The sweltering weather continues Saturday with several parts of Canada under heat warnings and Toronto, Ottawa and Windsor experiencing the hottest day of the year.
“The growth-cycle this year is unprecedented,” with carrots, peas and broccoli heads “as big as a platter,” farmers market vendors say.
Temperatures in July reached 100 degrees Fahrenheit, above the normal high temperature of 72.3 degrees.
Weather watchers are focused on the world's most northerly community, which is in the middle of a record-breaking heat wave.
As record high temperatures swept Alaska, many people said that the heat was killing them. For Kuskokwim salmon, it was actually true.
Norton Sound residents have reported salmon die-offs in unusually large numbers during the last week. According to the Norton Sound Economic Development Corporation (NSEDC), dead pre-spawned pink salmon were found in multiple river systems over the weekend.
In July, Norton Sound water surface temperatures reached 68.2 DEG F on 7/10 and 69.3 DEG F on 7/11, which is about 17 degrees above average. The water was warm enough to comfortably swim in.
People living in the Yukon-Kuskokwim Delta felt something unusual this past holiday weekend: a heat wave. Temperatures crept close to 90 degrees in many parts of the region.
A burying beetle was seen for the first time by an observer in Tuntutuliak.
Our operations and maintenance staff do their best to insure all mechanical systems are functioning properly. But several factors limited their ability to respond, including significant smoke from the Swan Lake wildfire.
Unusually high abundance of rusty tussock moth caterpillars in the Nome area.
Due to 'extreme fire danger,' all open fires have been banned across much of Yukon, effective immediately.
It was also during the week where a number of dead fish started to occur along the riverine segment.
Village wildlife observers worry that the unusual warmth of oceans off Alaska is causing problems throughout the ecosystem.
The science director for Cook Inletkeeper, a nonprofit organization that monitors the health of Cook Inlet, wrote a paper two years ago on what salmon streams might be like in the future with climate change.
Local residents debated whether a massive release of spruce pollen, which accumulated on every surface—including car bonnets, picnic tables and the nearby Kachemak Bay—amounted to a “golden sheen” or a “yellow scum”. The fine dust turned the surface of the sea the colour of butter and left a bright, lemony line on shore that marked the extent of high tide and gave off a sickly sweet smell. This huge release of pollen might be yet another symptom of a rapidly changing environment.

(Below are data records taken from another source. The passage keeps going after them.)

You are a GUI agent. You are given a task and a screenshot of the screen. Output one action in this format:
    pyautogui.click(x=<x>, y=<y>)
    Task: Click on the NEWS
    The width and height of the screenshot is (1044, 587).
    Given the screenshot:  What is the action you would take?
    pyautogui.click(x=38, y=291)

There’s little relief from the daytime heat in the forecast for the rest of the holiday weekend.
The fire had reached 90% containment by Thursday evening, according to the Alaska Division of Forestry.
The Artic landscape is changing at an unprecedented pace: in Sweden, Alaska and elsewhere entire towns and villages, houses half sunken into the ground, risk being moved to more stable ground, as the permafrost they had been built on shifts and melts. In the Canadian north, suitable houses have become so rare that apartment prices have skyrocketed, triggering a housing crisis. All around the Arctic, homes lay abandoned, the damage too severe. Roads and other vital infrastructure are at risk, too.
"My family and I have been RV camping across Alaska for the last several years. This year, the mass amounts of dead spruce trees have been more apparent than any year prior."